It is widely held that the DMCA needs revisions; from abusing takedown notices to false assertions of copyright ownership the DMCA has more than its fair share of balancing issues. The new changes brought on by the passing of the Freedom and Innovation Revitalizing U.S. Entrepreneurship Act of 2007 (FAIR USE Act), in February of 07 has made some progress in addressing these problems with the DMCA.
1. "Making a compilation of portions of audiovisual works for educational use in a classroom. (While the Librarian's latest rulemaking included a similar exemption, that exemption is limited to film scholars.)
2. Skipping commercials or "personally objectionable content" in an audiovisual work.
3. Transmitting a work "over a home or personal network," but only to the extent that the circumvention does not interfere with DRM restrictions that prevent the uploading of the protected content to the Internet. (Thus, this exemption could not be used as a loophole to bypass the proposed broadcast flag content protection system.)
4. Gaining access to public domain works contained within a compilation "consisting primarily of works in the public domain."
5. Gaining access to works of "substantial public interest solely for purposes of criticism, comment, news reporting, scholarship, or research."
6. Enabling a library or archive to preserve a copy or replace a copy that is lost or stolen." (Text from http://pblog.bna.com/techlaw/2007/02/fair_use_act_of.html)
Michael Warnecke over at the E-Commerce and Tech Law Blog discusses the impact that the FAIR USE Act has on the DMCA and specifically the exemptions provided under the Act for fair use of copyrighted material. He points out that the major impact that the FAIR USE Act has upon the DMCA is the fact that there is no longer an exemption for the use of copyrighted material in making backup copies. This change affects the DMCA most profoundly because the removal of this exemption means that the act of backing up archiving copyrighted material for later use is now a copyright infringing act, punishable by law. Michael also makes the observation that “skipping commercials or ‘personally objectionable content’ in an audiovisual work does not authorize consumers to make backup DVDs for archival or any other purpose.” What this means is that the main loophole that consumers have used to copy DVDs or Audio CDs is now closed, unless of course you plan on creating a copy only in order to skip objectionable content and then destroy the copy afterwards.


> Activity
Using the records below, find every line that includes "lines" and copy it.

-------- Study material

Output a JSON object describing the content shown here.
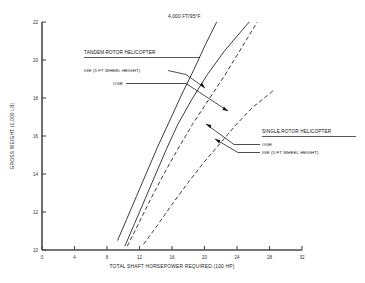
{
  "chart_data": {
    "type": "line",
    "title": "4,000 FT/95°F",
    "xlabel": "TOTAL SHAFT HORSEPOWER REQUIRED (100 HP)",
    "ylabel": "GROSS WEIGHT (1,000 LB)",
    "xlim": [
      0,
      32
    ],
    "ylim": [
      10,
      22
    ],
    "xticks": [
      "0",
      "4",
      "8",
      "12",
      "16",
      "20",
      "24",
      "28",
      "32"
    ],
    "yticks": [
      "10",
      "12",
      "14",
      "16",
      "18",
      "20",
      "22"
    ],
    "grid": false,
    "legend_position": "in-plot annotations with leader lines",
    "series": [
      {
        "name": "TANDEM ROTOR HELICOPTER IGE (5 FT WHEEL HEIGHT)",
        "style": "solid",
        "points": [
          [
            9.3,
            10.5
          ],
          [
            10.4,
            11.6
          ],
          [
            11.6,
            12.8
          ],
          [
            12.9,
            14.1
          ],
          [
            14.2,
            15.4
          ],
          [
            15.6,
            16.7
          ],
          [
            17.1,
            18.1
          ],
          [
            18.7,
            19.5
          ],
          [
            20.1,
            20.8
          ],
          [
            21.5,
            22.0
          ]
        ]
      },
      {
        "name": "TANDEM ROTOR HELICOPTER OGE",
        "style": "solid",
        "points": [
          [
            10.2,
            10.2
          ],
          [
            11.4,
            11.4
          ],
          [
            12.7,
            12.7
          ],
          [
            14.0,
            14.0
          ],
          [
            15.3,
            15.3
          ],
          [
            16.7,
            16.6
          ],
          [
            18.4,
            17.9
          ],
          [
            20.3,
            19.2
          ],
          [
            22.5,
            20.5
          ],
          [
            25.5,
            22.0
          ]
        ]
      },
      {
        "name": "SINGLE ROTOR HELICOPTER OGE",
        "style": "dashed",
        "points": [
          [
            10.5,
            10.2
          ],
          [
            11.9,
            11.4
          ],
          [
            13.4,
            12.7
          ],
          [
            15.0,
            14.0
          ],
          [
            16.7,
            15.3
          ],
          [
            18.5,
            16.6
          ],
          [
            20.5,
            17.9
          ],
          [
            22.5,
            19.2
          ],
          [
            24.5,
            20.6
          ],
          [
            26.5,
            22.0
          ]
        ]
      },
      {
        "name": "SINGLE ROTOR HELICOPTER IGE (5 FT WHEEL HEIGHT)",
        "style": "dashed",
        "points": [
          [
            12.5,
            10.3
          ],
          [
            14.2,
            11.3
          ],
          [
            16.0,
            12.4
          ],
          [
            17.9,
            13.5
          ],
          [
            19.9,
            14.6
          ],
          [
            21.9,
            15.6
          ],
          [
            23.9,
            16.6
          ],
          [
            25.9,
            17.5
          ],
          [
            28.5,
            18.4
          ]
        ]
      }
    ],
    "annotations": {
      "tandem_header": "TANDEM ROTOR HELICOPTER",
      "tandem_ige": "IGE (5 FT WHEEL HEIGHT)",
      "tandem_oge": "OGE",
      "single_header": "SINGLE ROTOR HELICOPTER",
      "single_oge": "OGE",
      "single_ige": "IGE (5-FT WHEEL HEIGHT)"
    }
  }
}
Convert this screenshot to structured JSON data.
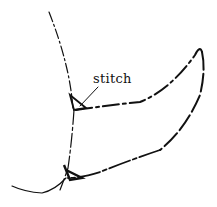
{
  "diagram": {
    "labels": [
      {
        "text": "stitch",
        "target": "junction where lines meet"
      }
    ],
    "stroke_color": "#111111",
    "background": "#ffffff"
  }
}
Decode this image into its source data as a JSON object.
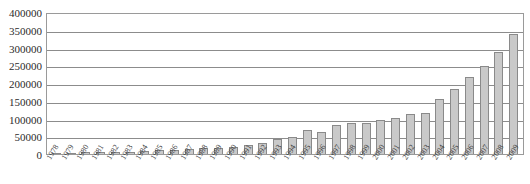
{
  "chart_data": {
    "type": "bar",
    "title": "",
    "xlabel": "",
    "ylabel": "",
    "ylim": [
      0,
      400000
    ],
    "ytick_step": 50000,
    "yticks": [
      "400000",
      "350000",
      "300000",
      "250000",
      "200000",
      "150000",
      "100000",
      "50000",
      "0"
    ],
    "grid": true,
    "legend": "none",
    "bar_color": "#c9c9c9",
    "bar_border_color": "#8a8a8a",
    "gridline_color": "#8c8c8c",
    "axis_color": "#9a9a9a",
    "categories": [
      "1978",
      "1979",
      "1980",
      "1981",
      "1982",
      "1983",
      "1984",
      "1985",
      "1986",
      "1987",
      "1988",
      "1989",
      "1990",
      "1991",
      "1992",
      "1993",
      "1994",
      "1995",
      "1996",
      "1997",
      "1998",
      "1999",
      "2000",
      "2001",
      "2002",
      "2003",
      "2004",
      "2005",
      "2006",
      "2007",
      "2008",
      "2009"
    ],
    "values": [
      3000,
      4000,
      6000,
      5000,
      7000,
      6000,
      9000,
      11000,
      10000,
      13000,
      17000,
      16000,
      21000,
      26000,
      32000,
      43000,
      49000,
      68000,
      62000,
      83000,
      86000,
      88000,
      97000,
      101000,
      113000,
      116000,
      156000,
      184000,
      216000,
      248000,
      287000,
      338000
    ]
  }
}
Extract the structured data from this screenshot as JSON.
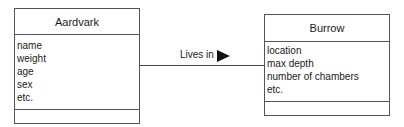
{
  "classes": [
    {
      "name": "Aardvark",
      "attributes": [
        "name",
        "weight",
        "age",
        "sex",
        "etc."
      ],
      "operations": []
    },
    {
      "name": "Burrow",
      "attributes": [
        "location",
        "max depth",
        "number of chambers",
        "etc."
      ],
      "operations": []
    }
  ],
  "association": {
    "label": "Lives in",
    "direction": "Aardvark → Burrow"
  }
}
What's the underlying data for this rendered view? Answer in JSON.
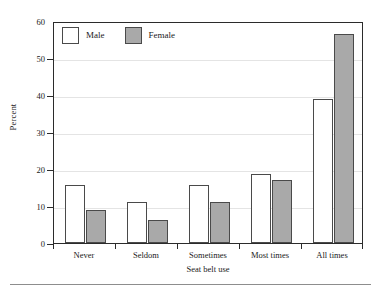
{
  "chart_data": {
    "type": "bar",
    "title": "",
    "xlabel": "Seat belt use",
    "ylabel": "Percent",
    "categories": [
      "Never",
      "Seldom",
      "Sometimes",
      "Most times",
      "All times"
    ],
    "series": [
      {
        "name": "Male",
        "color": "#ffffff",
        "values": [
          15.8,
          11.2,
          15.8,
          18.6,
          39.0
        ]
      },
      {
        "name": "Female",
        "color": "#a9a9a9",
        "values": [
          8.9,
          6.2,
          11.0,
          17.0,
          56.5
        ]
      }
    ],
    "ylim": [
      0,
      60
    ],
    "yticks": [
      0,
      10,
      20,
      30,
      40,
      50,
      60
    ],
    "ytick_labels": [
      "0",
      "10",
      "20",
      "30",
      "40",
      "50",
      "60"
    ],
    "grid": true,
    "legend_position": "upper left",
    "legend_entries": [
      "Male",
      "Female"
    ]
  },
  "axes": {
    "ylabel": "Percent",
    "xlabel": "Seat belt use"
  }
}
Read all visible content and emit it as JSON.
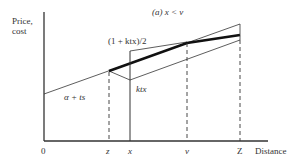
{
  "diagram": {
    "panel_title": "(a) x < v",
    "y_axis_label_line1": "Price,",
    "y_axis_label_line2": "cost",
    "x_axis_label": "Distance",
    "tick_labels": {
      "origin": "0",
      "z": "z",
      "x": "x",
      "v": "v",
      "Z": "Z"
    },
    "curve_labels": {
      "avg": "(1 + ktx)/2",
      "transport": "α + ts",
      "ktx": "ktx"
    },
    "colors": {
      "line": "#222222",
      "background": "#ffffff"
    }
  }
}
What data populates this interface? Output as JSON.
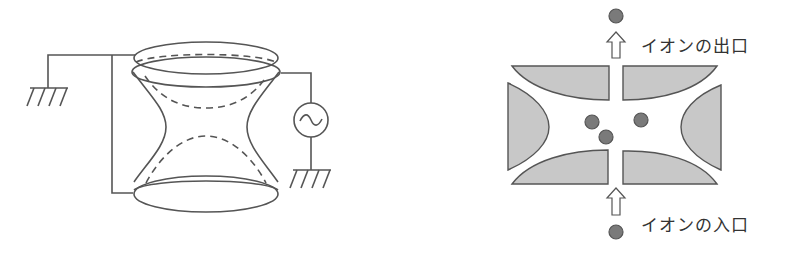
{
  "left_figure": {
    "name": "quadrupole-ion-trap-3d",
    "components": [
      "top-endcap-electrode",
      "ring-electrode",
      "bottom-endcap-electrode",
      "ac-voltage-source",
      "ground-left",
      "ground-right"
    ],
    "ac_source_symbol": "~"
  },
  "right_figure": {
    "name": "ion-trap-cross-section",
    "labels": {
      "exit": "イオンの出口",
      "entrance": "イオンの入口"
    },
    "ion_count_inside": 3
  },
  "colors": {
    "line": "#555555",
    "electrode_fill": "#c8c8c8",
    "ion_fill": "#7a7a7a",
    "ion_stroke": "#555555",
    "text": "#333333"
  }
}
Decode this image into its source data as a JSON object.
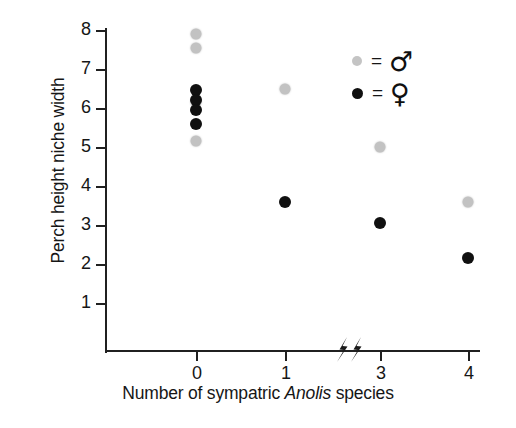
{
  "chart_data": {
    "type": "scatter",
    "title": "",
    "xlabel_parts": {
      "before": "Number of sympatric ",
      "italic": "Anolis",
      "after": " species"
    },
    "xlabel": "Number of sympatric Anolis species",
    "ylabel": "Perch height niche width",
    "xtick_labels": [
      "0",
      "1",
      "3",
      "4"
    ],
    "xtick_values": [
      0,
      1,
      3,
      4
    ],
    "ytick_labels": [
      "8",
      "7",
      "6",
      "5",
      "4",
      "3",
      "2",
      "1"
    ],
    "ytick_values": [
      8,
      7,
      6,
      5,
      4,
      3,
      2,
      1
    ],
    "ylim": [
      0.5,
      8.3
    ],
    "grid": false,
    "axis_break": {
      "present": true,
      "between": [
        1,
        3
      ],
      "glyph": "zigzag-double-slash"
    },
    "legend": {
      "position": "top-right",
      "entries": [
        {
          "name": "male",
          "symbol": "♂",
          "equals": "=",
          "color": "#c4c4c4",
          "marker": "filled-circle"
        },
        {
          "name": "female",
          "symbol": "♀",
          "equals": "=",
          "color": "#101010",
          "marker": "filled-circle"
        }
      ]
    },
    "series": [
      {
        "name": "male",
        "symbol": "♂",
        "color": "#c2c2c2",
        "points": [
          {
            "x": 0,
            "y": 7.9
          },
          {
            "x": 0,
            "y": 7.55
          },
          {
            "x": 0,
            "y": 6.15
          },
          {
            "x": 0,
            "y": 5.15
          },
          {
            "x": 1,
            "y": 6.5
          },
          {
            "x": 3,
            "y": 5.0
          },
          {
            "x": 4,
            "y": 3.6
          }
        ]
      },
      {
        "name": "female",
        "symbol": "♀",
        "color": "#101010",
        "points": [
          {
            "x": 0,
            "y": 6.45
          },
          {
            "x": 0,
            "y": 6.2
          },
          {
            "x": 0,
            "y": 5.95
          },
          {
            "x": 0,
            "y": 5.6
          },
          {
            "x": 1,
            "y": 3.6
          },
          {
            "x": 3,
            "y": 3.05
          },
          {
            "x": 4,
            "y": 2.15
          }
        ]
      }
    ]
  }
}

----------------

> Task result
    "legend_position": "in-plot annotations with leader lines",
        "target": "junction where lines meet"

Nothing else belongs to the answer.